It’s ALS Awareness Month, and The ALS Association remains steadfastly committed to funding the most hopeful research around the world that could lead to effective treatments and a cure for ALS.
Researchers funded by The ALS Association, through donations from the ALS Ice Bucket Challenge, discovered new evidence on the role that mutant TDP-43 plays in development and progression of the disease. This important work sheds light on novel aspects of TDP-43 biology and provides valuable tools to gain insight into early stages of ALS disease progression and could lead to the development of new therapies.
The ALS Association is hosting ALS Community Workshop: Developing Drugs for Treatment, Guidance for Industry on July 12 in Washington, D.C., and the entire ALS community is invited. The goal of the workshop will be to provide targeted feedback and information to the Food and Drug Administration (FDA) from people with ALS, caregivers, and stakeholders to inform revisions of the FDA’s Draft Guidance on ALS Drug Development.
To make cell characteristics visible to the human eye, even under a microscope, scientists normally use chemicals that can kill the very cells they want to observe. Dr. Steven Finkbeiner, director and senior investigator at the Gladstone Institutes in San Francisco (pictured above), recently teamed with computer scientists at Google for a groundbreaking new study funded by The ALS Association Neuro Collaborative through ALS Ice Bucket Challenge donations.
Researchers at Cedars-Sinai in Los Angeles, funded by The ALS Association with ALS Ice Bucket Challenge donations, are dedicated to finding unique avenues for treating ALS. Using animal models, they transplanted specially engineered neural cells into the motor cortex of the brain, the area responsible for muscle movement.
The ALS Association is committed to helping improve clinical trial design, in order to increase trial efficiency that will more quickly lead to effective therapeutics. We awarded Dr. David Ennist and colleagues at Origent Data Sciences, Inc. two grants to support research exploring how machine learning algorithms, a type of computational tool, can optimize clinical trial design. Dr. Ennist’s work, recently published in the journal Annals of Clinical Trial and Translational Neurology, looks closely at optimizing patient randomization into clinical trials.
We recently sat down with Dr. Carlos Castañeda, assistant professor of biology and chemistry at Syracuse University. Thanks to funding from the ALS Ice Bucket Challenge, The ALS Association has funded Dr. Castañeda twice through our global research program, which supported this work.
Research funded with donations from the ALS Ice Bucket Challenge recently uncovered evidence that promoting an increase in a specific immune cell in the brain and spinal cord of a mouse with ALS was associated with increased motor function, pointing to a potential treatment in the future.
Dr. Gene Yeo from the University of California San Diego recently published a paper in the journal Cell, describing his important work uncovering the role of stress granules (SGs) in ALS. His research is supported by The ALS Association Investigator-Initiated Grant program, with donations from the ALS Ice Bucket Challenge. We sat down with Dr. Yeo to hear how he and his team identified SG components that they found vary by stress and cell-type.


▸ **PROBLEM DETAILS**
In the listing that follows, copy out each line that includes the word "name".

▸ **RECORDS SUPPLIED**
-- Opening Marker --
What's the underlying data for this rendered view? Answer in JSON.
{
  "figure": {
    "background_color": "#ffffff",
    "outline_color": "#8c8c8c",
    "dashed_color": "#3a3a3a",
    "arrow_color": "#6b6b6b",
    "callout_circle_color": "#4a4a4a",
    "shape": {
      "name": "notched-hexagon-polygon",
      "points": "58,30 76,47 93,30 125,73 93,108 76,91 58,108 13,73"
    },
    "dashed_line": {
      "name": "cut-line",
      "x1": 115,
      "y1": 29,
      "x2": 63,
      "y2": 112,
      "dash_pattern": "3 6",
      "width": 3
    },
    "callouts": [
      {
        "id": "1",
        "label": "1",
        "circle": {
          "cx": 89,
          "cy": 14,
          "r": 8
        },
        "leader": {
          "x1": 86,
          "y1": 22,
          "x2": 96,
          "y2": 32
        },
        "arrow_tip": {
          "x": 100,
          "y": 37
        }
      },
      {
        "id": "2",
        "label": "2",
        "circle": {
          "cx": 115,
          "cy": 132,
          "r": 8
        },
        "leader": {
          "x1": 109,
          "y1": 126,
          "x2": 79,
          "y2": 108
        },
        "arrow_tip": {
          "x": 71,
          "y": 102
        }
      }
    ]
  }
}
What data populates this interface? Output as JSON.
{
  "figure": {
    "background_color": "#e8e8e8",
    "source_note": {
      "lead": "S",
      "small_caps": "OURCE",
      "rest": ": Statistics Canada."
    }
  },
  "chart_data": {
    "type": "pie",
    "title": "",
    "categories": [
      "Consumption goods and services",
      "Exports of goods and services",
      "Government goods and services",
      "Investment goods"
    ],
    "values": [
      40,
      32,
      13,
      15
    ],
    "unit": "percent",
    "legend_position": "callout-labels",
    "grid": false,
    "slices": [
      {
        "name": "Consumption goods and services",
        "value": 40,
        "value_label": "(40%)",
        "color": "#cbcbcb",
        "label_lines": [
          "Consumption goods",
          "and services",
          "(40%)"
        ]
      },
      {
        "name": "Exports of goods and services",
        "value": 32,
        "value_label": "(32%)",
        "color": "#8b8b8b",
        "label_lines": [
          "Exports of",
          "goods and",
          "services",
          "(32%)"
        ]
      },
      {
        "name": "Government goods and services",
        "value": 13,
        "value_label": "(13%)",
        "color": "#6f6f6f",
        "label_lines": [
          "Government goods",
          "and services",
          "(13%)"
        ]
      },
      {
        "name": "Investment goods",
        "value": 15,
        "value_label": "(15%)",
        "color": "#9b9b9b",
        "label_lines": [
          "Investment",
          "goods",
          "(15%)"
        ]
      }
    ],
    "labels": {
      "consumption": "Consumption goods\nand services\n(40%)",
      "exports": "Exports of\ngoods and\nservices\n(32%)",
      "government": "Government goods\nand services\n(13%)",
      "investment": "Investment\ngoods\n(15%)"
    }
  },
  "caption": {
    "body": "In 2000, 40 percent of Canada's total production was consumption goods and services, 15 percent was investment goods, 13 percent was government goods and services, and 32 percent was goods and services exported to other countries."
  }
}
-- Closing Marker --
▸ **COMPLETED EXERCISE**
      "name": "notched-hexagon-polygon",
      "name": "cut-line",
        "name": "Consumption goods and services",
        "name": "Exports of goods and services",
        "name": "Government goods and services",
        "name": "Investment goods",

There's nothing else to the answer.